Tag Results
18 posts tagged books
18 posts tagged books
French cultural minister Aurélie Filippetti says the government is creating a fund to help struggling independent bookstores to ensure that France “never suffers the same fate as the United States.” Fair enough, France.
For more of this morning’s round up, click here.
Reblogged from theparisreview
Prison Landscapes by Alyse Emdur explores the strange phenomenon of murals in American prison visiting rooms.
(via storyboard)
Reblogged from minusmanhattan
We just got this note from a Chelsea gallery that is selling its art books for cheap!
D’Amelio Gallery is selling its library tomorrow. 525 W 22nd Street[, Chelsea, Manhattan], noon - 6 pm.
We hope you’ll join us, and invite your readers and social media followers to come look through a large selection of artist’s books, monographs, catalogues and other gallery library books will be on sale from 1 - 25 dollars.
Why the sale? Last month, Chris D’Amelio (of D’Amelio Gallery) announced they were closing to join the David Zwirner Gallery.
Recordings is a series of books that are the result of a physical interaction between the printer and the offset press. Colors are added to the press during printing following a predetermined “score.” The act of printing becomes an act of performance, and the book is the evidence of its occurrence. Recordings conflate books and sculpture. They use the machinery of mechanical reproduction to create visual records of specific, unrepeatable conditions of color and change.
Reblogged from containercorps
Charles Dickens, “The Pickwick Papers.” London: Macmillan and Company, 1907. Full tree-calf gilt, marbled endpapers and edges. (via The Subconscious Landscape of the Printed Book)
Source hyperallergic.com
Even though Hyperallergic is primarily a blog about art and visual culture, there’s no question that we’re also super nerds who read a lot. So I felt it would be remiss if we didn’t pay at least a short tribute to Banned Books Week, an annual celebration of books and literacy and the freedom for everyone to read whatever the hell he or she wants, which unfortunately is still more of an ideal than a universal practice.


Output the entries exactly as they appear. Pictures should not be included.

☆ ☆ ☆ ☆

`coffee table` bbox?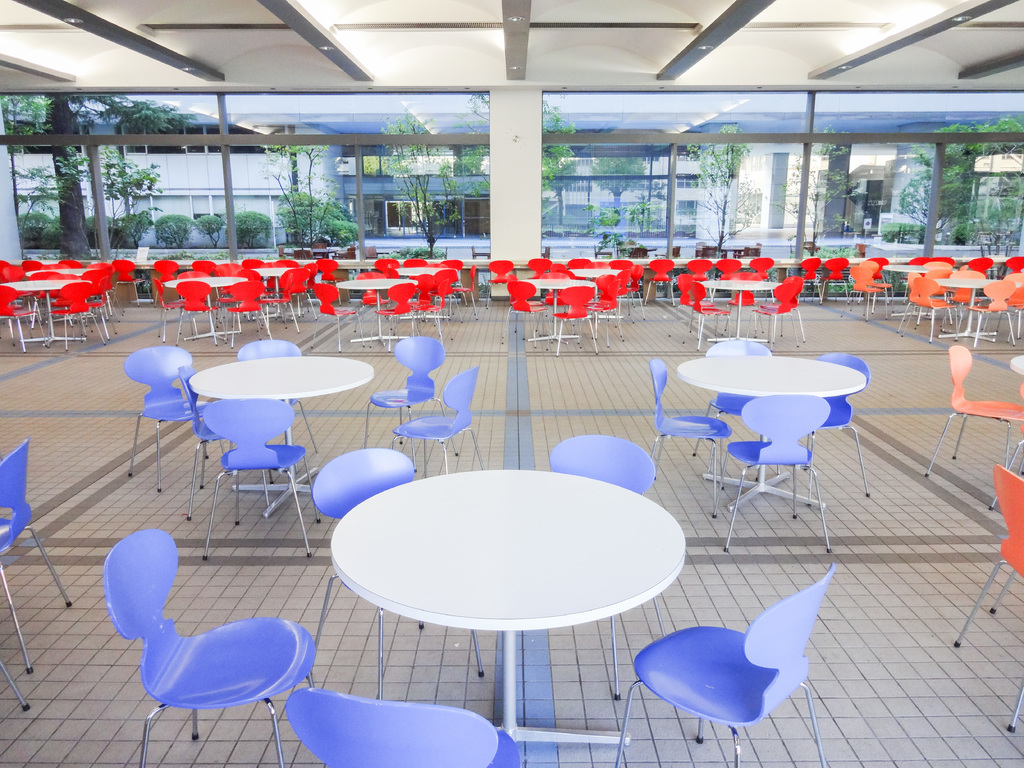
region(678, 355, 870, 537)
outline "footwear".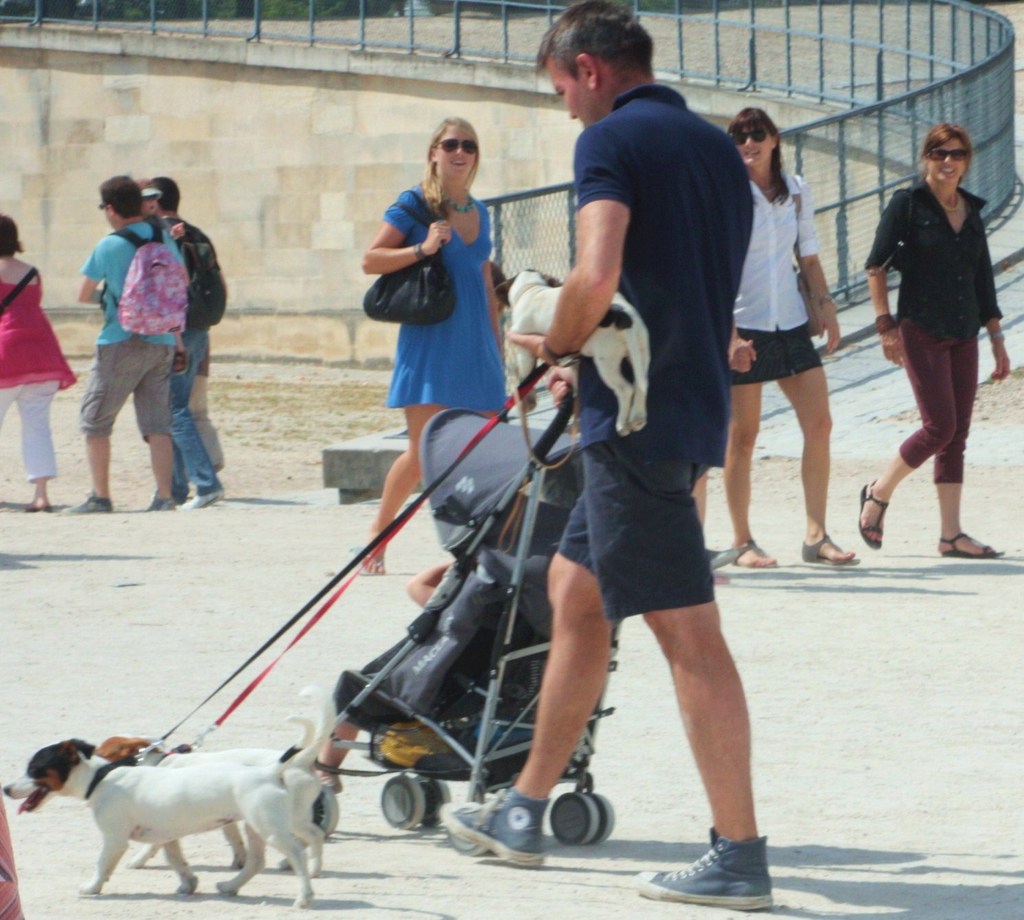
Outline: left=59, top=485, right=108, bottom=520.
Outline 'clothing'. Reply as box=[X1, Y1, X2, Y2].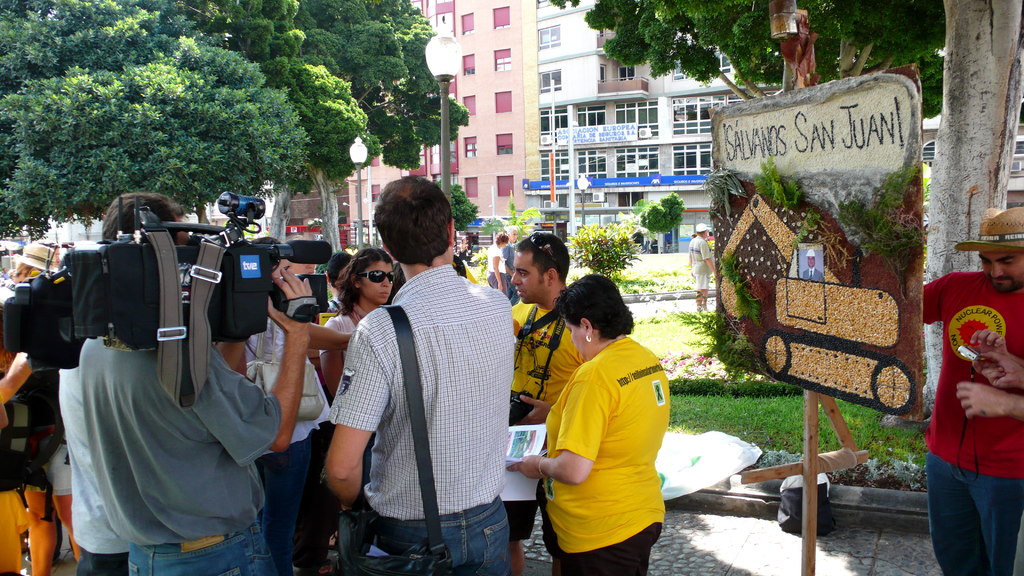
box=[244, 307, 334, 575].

☆ ☆ ☆ ☆

**Solved problem**.
`coffee table` bbox?
region(678, 355, 870, 537)
outline "footwear".
Outline: left=59, top=485, right=108, bottom=520.
Outline 'clothing'. Reply as box=[X1, Y1, X2, Y2].
box=[244, 307, 334, 575].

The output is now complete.